The brief // by Ben FrankelKeeping it in perspective

Published 25 March 2011

The question we should ask about nuclear power is not whether or not it has risks; every mode of power generation comes with its own risks; rather, the questions we should ask are: How do the risks of nuclear power measure relative to the risks of other power generation methods? Was the disaster in Japan proof that nuclear power plants are riskier than we thought — or did the disaster provide evidence for the opposite conclusions: aging plants absorbed unprecedented blows — a double whammy of an 8.9 earthquake, followed by a massive tsunami; a series of mistakes by plant operators — mistakes which came on top of years of wrong decisions about back-up systems and redundancy — and yet, the plants survived: there was no meltdown; there was but little release of radioactive materials into the atmosphere; some would be moved to say this is a pretty good record under the circumstances

Here are comments on two developments that caught our eye this week.

1. Nuclear power in perspective

The damage done to four nuclear reactors in Japan raised the specter of a nuclear catastrophe. Some governments were quick to react by cancelling or putting on hold the licensing of new nuclear plants, while Germany announced that it would shut down its nuclear power plants and move away from nuclear power generation.

 

Many were quick to proclaim that the renaissance of nuclear power – brought about by fluctuations in the price of oil and worries about the environment – is over.

An examination of the facts would show this may well have been a rush to judgment.
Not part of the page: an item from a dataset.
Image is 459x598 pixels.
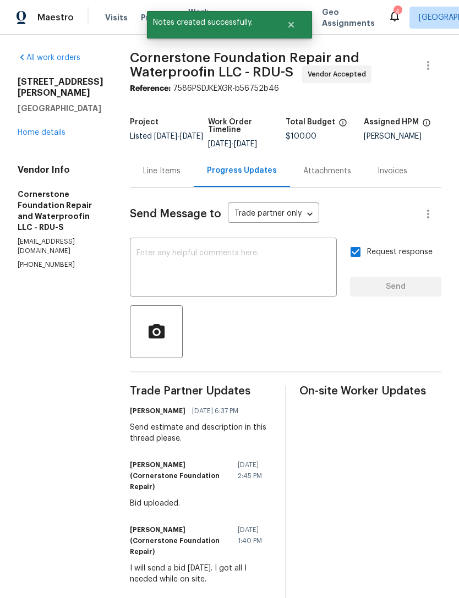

Here are some of the facts:

Fossil fuels do more damage, kill more people

  • A 2002 review by the International Energy Agency (IAE) put together existing studies to compare fatalities per unit of power produced for several leading energy sources. New Scientist reports that the agency examined the life cycle of each fuel from extraction to post-use, and included deaths from accidents as well as long-term exposure to emissions or radiation. Nuclear was the safest, and coal was the deadliest energy source
  • Fine particles from coal power plants kill an estimated 13,200 people each year in the United States alone, according to the Boston-based Clean Air Task Force (The Toll from Coal, 2010). Additional fatalities come from mining and transporting coal, and other forms of pollution associated with coal.
  • The International Atomic Energy Agency (IAEA) and the UN estimate that the death toll from cancer following the 1986 meltdown at Chernobyl will reach around 9,000
  • New Scientist notes that in fact, the numbers show that catastrophic events are not the leading cause of deaths associated with nuclear power. More than half of all deaths stem from uranium mining, says the IEA. Even when this is included, the overall toll remains significantly lower than for all other fuel sources.
  • From coal we have a steady progression of deaths year after year that are invisible to us, things like heart attacks, whereas a large-scale nuclear release is a catastrophic event that we are rightly scared about,” James Hammitt of the Harvard Center for Risk Analysis told New Scientist.